John wasn’t the only young boy on the road, of course. The “boxcar kids,” an army of nomadic young people variously estimated from two hundred thousand to one million, drifted from place to place, hitchhiking along the highways or riding the rails—a gang of rabble that some said would turn into lifelong vagrants, bandits, and criminals. Reading of them, I was reminded of the bezprizorni, the homeless, hopeless Russian street children who were left orphaned and abandoned after the 1917 Revolution. When I was traveling in Russia, I was warned to keep my eye on my belongings—especially my pocketbook—and to travel always with others. The bezprizorni banded together in packs as pickpockets, thieves, and robbers, armed with homemade weapons. They pounced on the unwary like wolves on a stray lamb.
But I could also see these boxcar kids as a generation of young American pioneers, eager to escape from their conventional parents and small towns and venture out into the great unknown. They were nomads eager for adventure, for new lives, pursuing dreams of hope and abundance—like myself, when I was seventeen and escaped from Mansfield by boarding that train bound for Kansas City. Or like the hitchhiking boy in Kansas who had rejec
ted my suggestion that he look for work back East.
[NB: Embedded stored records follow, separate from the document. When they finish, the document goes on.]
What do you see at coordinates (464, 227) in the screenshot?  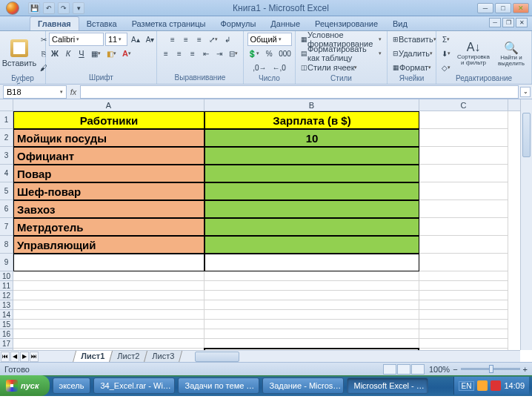 I see `cell-C7` at bounding box center [464, 227].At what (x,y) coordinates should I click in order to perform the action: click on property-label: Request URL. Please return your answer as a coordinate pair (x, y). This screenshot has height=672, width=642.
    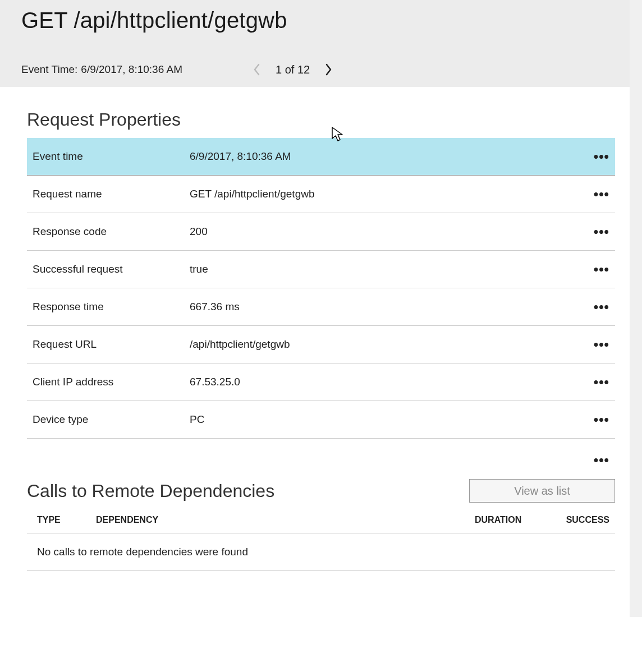
    Looking at the image, I should click on (111, 344).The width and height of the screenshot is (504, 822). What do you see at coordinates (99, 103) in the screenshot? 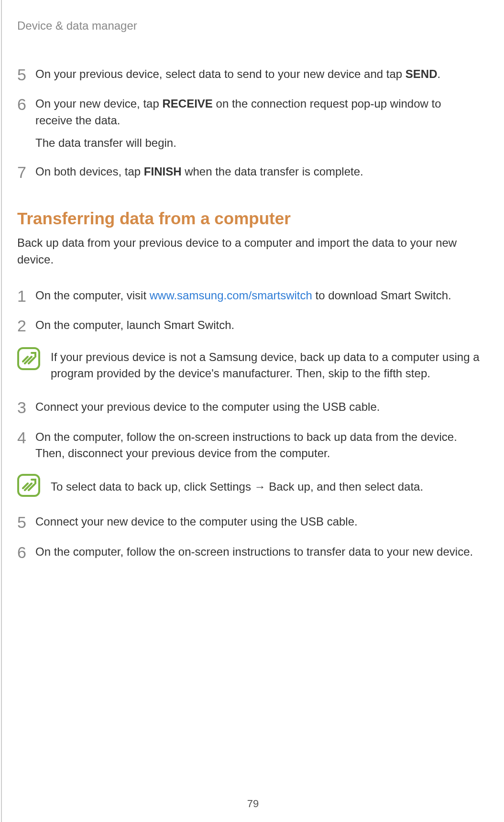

“Ain’t you never heard the old saying, missus?” he’d asked. “Go west, young man. Go west. Me, I’m going west. I’m going west and make my fortune.”
And who could blame him, or any of them? I thought of all the American generations who have believed that growth on our continent lies naturally in a westward direction. Men and women left the East, fenced with stability and permanence and predictability and tradition, to plant farms and build towns and create new lives in the West. They were hungry for movement, for change, for freedom from tradition, and yes, for instability, for risk. They wanted to escape the past. They wanted to belong to the future and to themselves, not to somebody else.
That kind of freedom has always been hard won, and during the worst years of the Depression, it was even harder. Too many of the boys, and girls, who set out to look for the pot of gold at the end of their rainbows—east, west, north, south—ended up dirty, cold, sick, hungry, lost. They were reduced to panhandling on street corners and digging crusts of bread and scraps of meat out of garbage pails. And knocking on strange doors, hoping for work that would earn them a hot meal and a bed in a barn. The government proposed to take care of them by herding them together under an agency called the National Youth Administration. FDR was already concocting a dozen ambitious and costly schemes to solve the problem, when what was needed was a little common-sense charity. A little love.
All this was going through my mind as I stood beside the window that first afternoon and watched John Turner, wearing his jaunty red cap and my father’s old jacket, his head bent against the drizzle as he weeded the iris bed. But after several weeks, Jess and I ran out of make-work for the boy, and my excuse for keeping him on—work that needed to be done—had worn as thin as that blue plaid shirt. By that time, I had already developed what I described to myself as a generous and unselfish interest in the boy, whose adolescent energy and claim on the future filled the house that had been empty ever since Troub left.